In 1963, President John F. Kennedy’s Commission on the Status of Women found that the lack of income...
Work-family reconciliation is an integral part of labor law as the result of two major demographic c...
The demand for legal equality for women in the twentieth century has been fraught with challenges an...
Parenting, in our society, is a highly gendered activity, with mothers overwhelmingly taking respons...
In this article, we use feminist theories of the state to examine why the Family and Medical Leave A...
When enacting the FMLA and setting a minimum standard of family leave for all eligible employees, Co...
This piece reevaluates the passage and implementation of the Family and Medical Leave Act (FMLA) aga...
Almost twenty years after the enactment of the Family and Medical Leave Act (FMLA), an ostensibly ge...

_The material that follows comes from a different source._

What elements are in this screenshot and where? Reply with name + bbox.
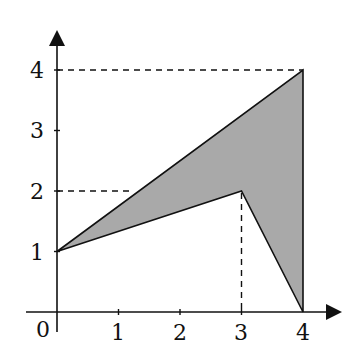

While recognizing that parental leave is only one aspect of the FMLA, this Article concentrates on t...
The biggest challenge for sex equality in the 21st Century is to dismantle inequality between women ...
Part I of this Note examines the history of parental leave in America. Part II analyzes that history...
This article examines paid paternal leave from a feminist perspective. First, this article aims to t...
Reaction to Felice Schwartz article, Management Women and the New Facts of Life, 1 has added a new ...
Title VII has prohibited employment discrimination on the basis of pregnancy since 1978, when Congre...
In 1963, President John F. Kennedy’s Commission on the Status of Women found that the lack of income...
Work-family reconciliation is an integral part of labor law as the result of two major demographic c...
The demand for legal equality for women in the twentieth century has been fraught with challenges an...
Parenting, in our society, is a highly gendered activity, with mothers overwhelmingly taking respons...
In this article, we use feminist theories of the state to examine why the Family and Medical Leave A...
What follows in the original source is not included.